Christ’s Promise: If You Give God Everything, He Will Give It Back 100 Times Over

“Lord God, in the simplicity of my heart I have gladly given you everything.”

Francesco Botticini, “The Assumption of the Virgin,” ca. 1475-76
Francesco Botticini, “The Assumption of the Virgin,” ca. 1475-76 (photo: Francesco Botticini / Public Domain)

The other day I came across a text, brief but deeply moving, which may be found in the Offertory Prayer of the ancient Ambrosian liturgy for the Feast of the Sacred Heart of Jesus. It struck me at once as lovely and as lapidary as anything to be found in the treasury of Catholic devotion:

Lord God, in the simplicity of my heart I have
gladly given you everything. 

Where does it come from? Not having a single skill set in the archaeology of the liturgy, I cannot say. But the inspiration for it, I suspect, will be found in the gospel of St. Mark, where Peter has just reminded the Lord that he and the others had left everything behind in order to go and follow him. And so, in the circumstance, what might they expect for all that they’ve so freely and gladly given? 

The answer Jesus provides is quite stunning: 

“Truly, I say to you, there is no one who has left house or brothers or sisters or mother or father or children or lands, for my sake and for the gospel, who will not receive a hundredfold now in this time, houses and brothers and sisters and mothers and children and lands, with persecutions, and in the age to come eternal life” (10:29-30).

Scrubbed down, what exactly is on offer here? It can’t be too complicated, can it? Jesus is basically saying that if you give God everything, you get it all back — “a hundredfold,” he assures them, “now in this time.” Oh, yes, and a bit of persecution thrown in at no extra charge. But then, as a sort of recompense for your troubles, God will give you paradise.

Does he really mean it? An eternity of bliss, no less? And, if so, why would anyone want to refuse a deal like that? It is totally over the top. Besides, the whole of humanity is already wired for God. “Thee, God I come from,” writes Gerard Manley Hopkins, “to thee go, / All day long I like fountain flow / From thy hand out, swayed about / Mote-like in thy mighty glow.” 

We were made by God for God, in other words, evincing such endless capacity for him that it could only have been the result of God choosing to create us in his own image. It is a connection entirely constitutive of who and what we are. Who wouldn’t, then, in feeling this native tug of transcendence, not be tempted to give back to God everything

Most especially the gift of oneself, knowing that the very seat of that self, its source of ultimate identity, derives wholly from God. It can hardly have any other trajectory for its fulfillment than God himself. If God is more intimately present to me than I am to myself, how else am I to find my happiness unless I harness my entire life to his? Hitching my wagon, as it were, to his star. A star so beautiful and bright as to outshine all the others.

How beautifully the bishop and martyr Ignatius put it in his Letter to the Ephesians on his way to Rome to die! What, he asks, were the secrets of Mary’s virginity, her giving birth to the God-Man, his death upon the cross, which God had so cleverly concealed from the fallen prince of this world? How were they revealed to the ages?   

A star shone in heaven brighter than all the stars. Its light was indescribable and its novelty caused amazement. The rest of the stars, along with the sun and moon, formed a ring
around it; yet it outshone them all, and there was bewilderment whence this unique novelty had arisen. As a result all magic lost its power and all witchcraft ceased. Ignorance was done away with, and the ancient kingdom [of evil] was utterly destroyed. Hence everything was in confusion as the destruction of death was being taken in hand.

Such a stirring summary of God’s work, wrought on behalf of a fallen world. A world, however, which can only exist in relation to him and, in fact, is already by the sheer gravitational force of its being drawn to him. From the beginning, this has been the common and universal teaching of the Catholic Church. So long as we bear the mystery of imago Dei right to the very bottom of our socks, it will never change. 

Whose most obvious application, let us not forget, are sinners; that is, people like you and me. That way, you see, no one gets left behind. Unless, of course, like Our Blessed Lady, you too have been immaculately conceived. 

As a practical matter, therefore, what it all means is that metanoia awaits us all. A complete upheaval of your life, realizable only to the extent one agrees to a work of continual conversion, of dying to self. “A condition of complete simplicity,” the poet Eliot calls it, “Costing not less than everything.” And once undertaken, held and sustained by constant infusions of grace, it then becomes not only possible to pull off, but more and more an almost effortless exercise of saying over and over: 

Lord God, in the simplicity of my heart I have
gladly given you everything.

Edward Reginald Frampton, “The Voyage of St. Brendan,” 1908, Chazen Museum of Art, Madison, Wisconsin.

Which Way Is Heaven?

J.R.R. Tolkien’s mystic west was inspired by the legendary voyage of St. Brendan, who sailed on a quest for a Paradise in the midst and mists of the ocean.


*DIRECTIONS:* Run through the data and copy out every line that mentions the word "here".

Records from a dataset
-*-*-
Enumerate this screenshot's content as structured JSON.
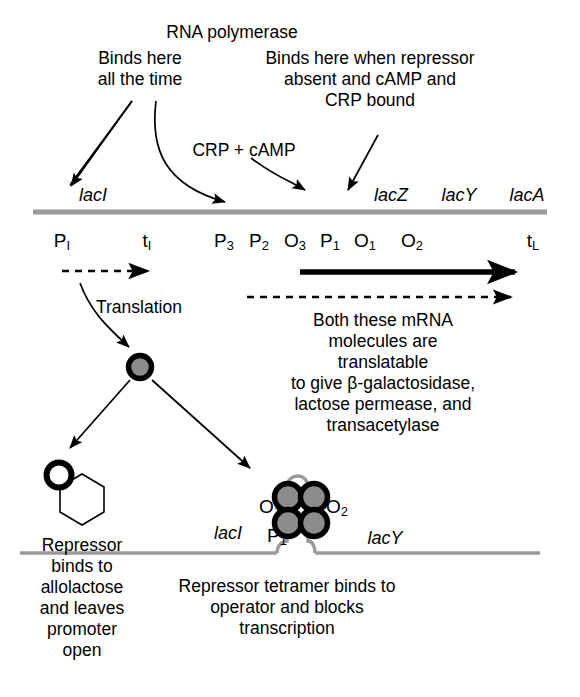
{
  "figure": {
    "colors": {
      "ink": "#000000",
      "dna_line": "#9a9a9a",
      "protein_fill": "#8c8c8c",
      "background": "#ffffff"
    }
  },
  "annotations": {
    "rna_polymerase_label": "RNA polymerase",
    "left_note": "Binds here\nall the time",
    "left_note_lines": [
      "Binds here",
      "all the time"
    ],
    "right_note_lines": [
      "Binds here when repressor",
      "absent and cAMP and",
      "CRP bound"
    ],
    "crp_camp_label": "CRP + cAMP",
    "translation_label": "Translation",
    "mrna_note_lines": [
      "Both these mRNA",
      "molecules are translatable",
      "to give β-galactosidase,",
      "lactose permease, and",
      "transacetylase"
    ],
    "allolactose_note_lines": [
      "Repressor",
      "binds to",
      "allolactose",
      "and leaves",
      "promoter",
      "open"
    ],
    "tetramer_note_lines": [
      "Repressor tetramer binds to",
      "operator and blocks",
      "transcription"
    ]
  },
  "gene_map": {
    "genes_left": [
      "lacI"
    ],
    "genes_right": [
      "lacZ",
      "lacY",
      "lacA"
    ],
    "sites": [
      {
        "base": "P",
        "sub": "I"
      },
      {
        "base": "t",
        "sub": "I"
      },
      {
        "base": "P",
        "sub": "3"
      },
      {
        "base": "P",
        "sub": "2"
      },
      {
        "base": "O",
        "sub": "3"
      },
      {
        "base": "P",
        "sub": "1"
      },
      {
        "base": "O",
        "sub": "1"
      },
      {
        "base": "O",
        "sub": "2"
      },
      {
        "base": "t",
        "sub": "L"
      }
    ]
  },
  "bottom_panel": {
    "gene_left": "lacI",
    "gene_right": "lacY",
    "operator_left": {
      "base": "O",
      "sub": "1"
    },
    "operator_right": {
      "base": "O",
      "sub": "2"
    },
    "promoter": {
      "base": "P",
      "sub": "1"
    }
  }
}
-*-*-
*SOLUTION FOR THIS TASK:*
    "left_note": "Binds here\nall the time",
      "Binds here",
      "Binds here when repressor",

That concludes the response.